Wednesday, May 9, 2012

Playing Bimbo and Other Games

By Patricia Winton

In the temperate spring weather, people gather in Italian piazzas in the early evening before dinner. The adults sit on benches and gossip. The children play games. Most often, the boys are playing football (soccer), and all the children are running and shouting. Here are some traditional games they might play, especially at local festivals with adult supervision.

Bimbo

Groups of older children may be seen playing Bimbo, a popular action game. Before you become alarmed, let me explain that bimbo is a positive term in Italian. It derives from the word bambino, a male child. I’m writing about how bimbo came to mean an air-headed, sexy female in English today at Italian Intrigues .
To play the game, the children form two lines facing each other a couple of meters apart. One child is chosen to be the bimbo. The others put their cupped hands behind their backs. The bimbo, carrying two leaves, walks behind the two rows and secretly drops a leaf into the hands of a child in each line. Those children try not to show emotion at receiving the leaf.
The bimbo then returns to the space between the two facing rows and calls out, “Stop, thief, lucky leaf.” The two children with the leaves run as fast as possible to the other side, trying to evade the bimbo, who tries to catch them. Once they reach the opposite side safely, the leaf holders pass the leaf to another child’s waiting hands. The children pass the leaf from hand to hand behind their backs. All the while, the bimbo attempts to tag someone holding the leaf. When the bimbo does tag someone, that child becomes the new bimbo and the game starts over.
Cucuzzaro
Older children may also play Cucuzzaro, which means “pumpkin planter” in a dialect used in central Italy. In this game, one child is chosen to be the pumpkin planter and stands in the center. The other children are the pumpkins and sit in a circle around the planter. The planter assigns a number to each pumpkin. The game begins when the pumpkin planter says, “In my pumpkin patch there are six pumpkins.” Pumpkin Six asks, “Why six pumpkins?” The planter responds, “If not six, how many?” Pumpkin Six says, “Three pumpkins,” then Pumpkin Three answers “Why three pumpkins?” The game continues, going faster and faster, until one pumpkin gets confused and misses a turn. That pumpkin must then pay some silly penalty and become the pumpkin planter.
Il Girotondo
From Kate Greenway's Mother Goose
In this ring-around-the-roses type game, young children form a circle holding hands. They move in a circle chanting the words:
Giro girotondo
Casca il mondo
Casca la Terra
Tutti giu’ per terra!

Turn round and round / the world falls down / the Earth falls down / everybody down on the ground!
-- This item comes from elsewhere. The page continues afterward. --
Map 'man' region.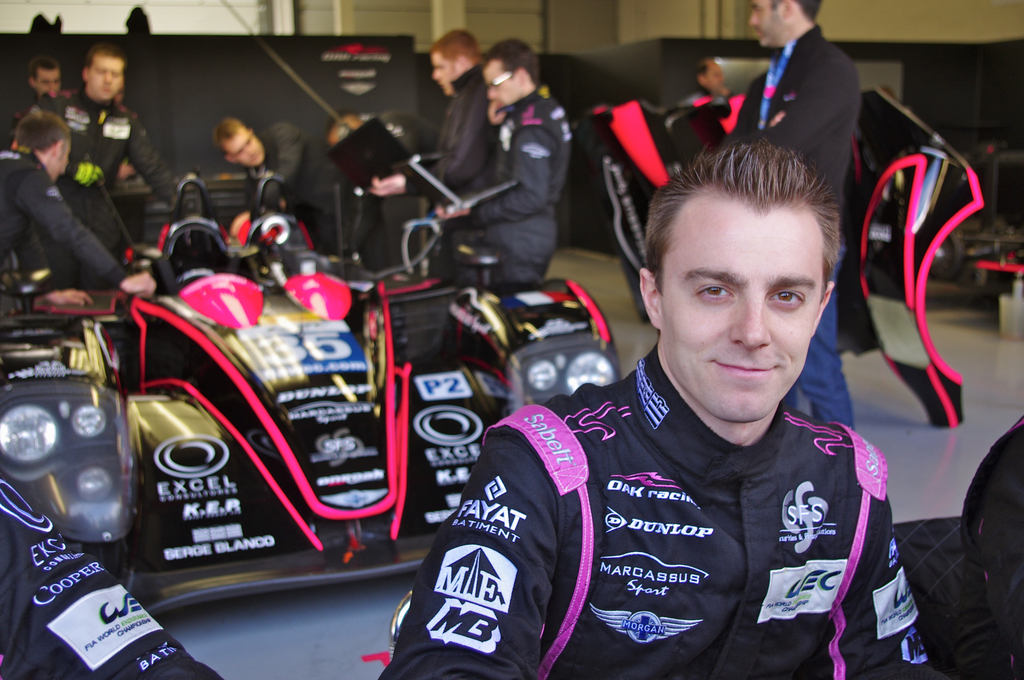
Mapped to Rect(25, 45, 173, 282).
At the last line, the children all fall to the ground, laughing.

La Bella Lavanderina

La Bella Lavanderina (The Pretty Washerwoman) is another ring-around-the-roses game. In it, one child stands in the center of the circle (the pretty washerwoman). As the children circle, singing, the washerwoman acts out the words. On the final line, the washerwoman kisses the cheek of one of the children in the ring, and that child becomes the new washerwoman. Please note that Italians kiss each other easily, so there is none of the self-consciousness that children in other cultures might feel.

La bella lavanderina
che lava i fazzoletti
per i poveretti
della citta’
fai un salto
fanne un altro
fai la giravolta
falla un’altra volta
guarda in su
guarda in giu’
dai un bacio a chi vuoi tu!

The pretty little washerwoman / who washes the handkerchiefs / for the poor people / of the town / make a jump / make another one / twirl around / do it again / look up / look down / give a kiss to whom you want!

Visit me at Italian Intrigues to see how bimbo came to be a pejorative term in English, and join me there on alternate Thursdays.

15 comments:

  1. I love the rhymes! Thanks for sharing them!